Fury

War is hell, a tried and true axiom that gets personified to the nth degree in David Ayer’s World War II epic, Fury, about a tank crew who utter a book full of cliches and live out religious allegories while quoting the Gospel. Ayer, who wrote Training Day and directed such smash-mouth dramas as Harsh Times and End of Watch, has his nose deep in male bravado and testosterone bondsmanship. The scribe-turned-helmsman could probably learn a thing or two from Paul Schrader, who penned Taxi Driver but had mixed success transitioning to the director’s seat with the likes of American Gigolo, Cat People and Light Sleeper.
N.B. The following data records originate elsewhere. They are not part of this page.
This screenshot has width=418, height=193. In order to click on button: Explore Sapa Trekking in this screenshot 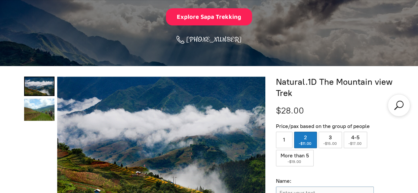, I will do `click(209, 17)`.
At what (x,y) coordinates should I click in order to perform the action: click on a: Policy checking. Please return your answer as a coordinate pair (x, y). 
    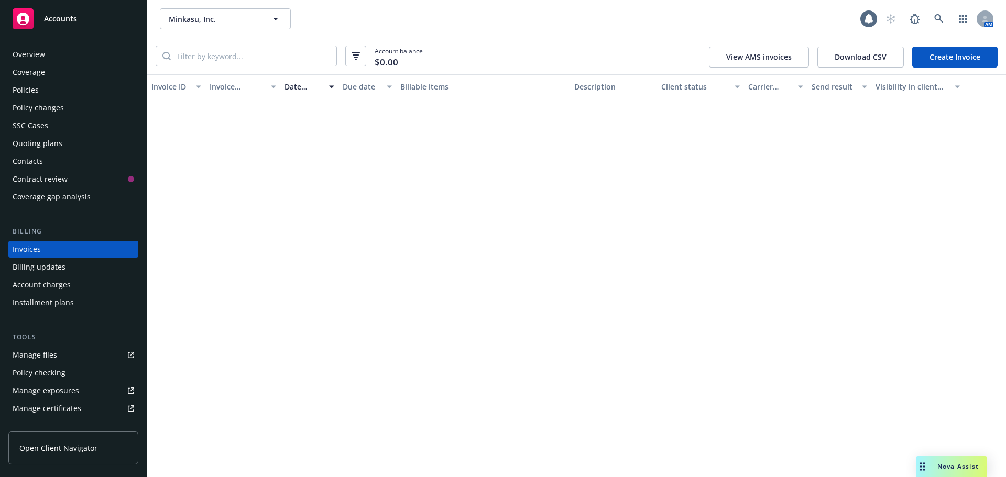
    Looking at the image, I should click on (73, 373).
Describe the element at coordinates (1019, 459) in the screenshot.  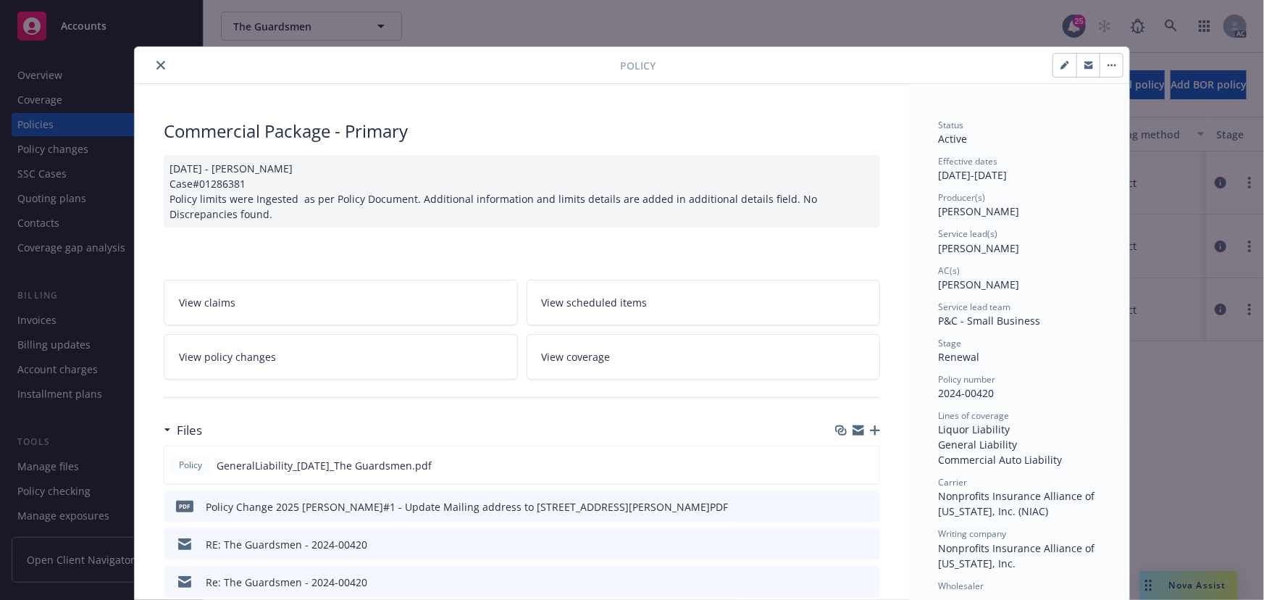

Schrader however, was interested in character-driven stories, whereas Ayer seeks to drop vestiges of square-jawed manliness in chaotic hell often punctuated by hyper violence. Sam Peckinpah had it covered from both sides, and the fact that he did, and that many have attempted to emulate his style and resonance, and failed, only strengthens the testimony of his unbridled cinematic genius.
Right from the get-go, Ayer lets us know that this isn’t the clean, moral war captured on black and white back in the ’40s and ’50s, but something darker and more complex. Coming across a bomb-blasted field of American tank carcasses, an SS officer on a white horse checks the carnage to make sure there are no survivors. For something to be alive doesn’t seem possible, but springing from atop one steel beast is Brad Pitt, who quickly puts a knife blade through the officer’s occipital brow and then unsaddles the horse and allows it to go free—a metaphor for the freeing of white Europe by the grubby Americans?
Pitt’s “Wardaddy” (real name Don) is the most kempt of an unseemly lot that includes a Mexican named Gordo (Michael Pena) who’s not allowed to speak Spanish, an uncouth backwoods hillbilly (Walking Dead’s Jon Bernthal) referred to as “Coon-Ass” Grady and Shia LaBeouf, last seen naked and huffing away in Lars von Trier’s Nymphomaniac series, as Boyd “Bible” Swan, second in command. They’re a battle-loving bunch who kill Germans with all the relish of the Jewish detachment in Quentin Tarantino’s Inglorious Basterds, but this ain’t no revisionist black comedy—Fury is dead straight and since it’s 1945 and post D-Day, you can almost see Ayer angling the movie to be the back-half bookend to Steven Spielberg’s Saving Private Ryan.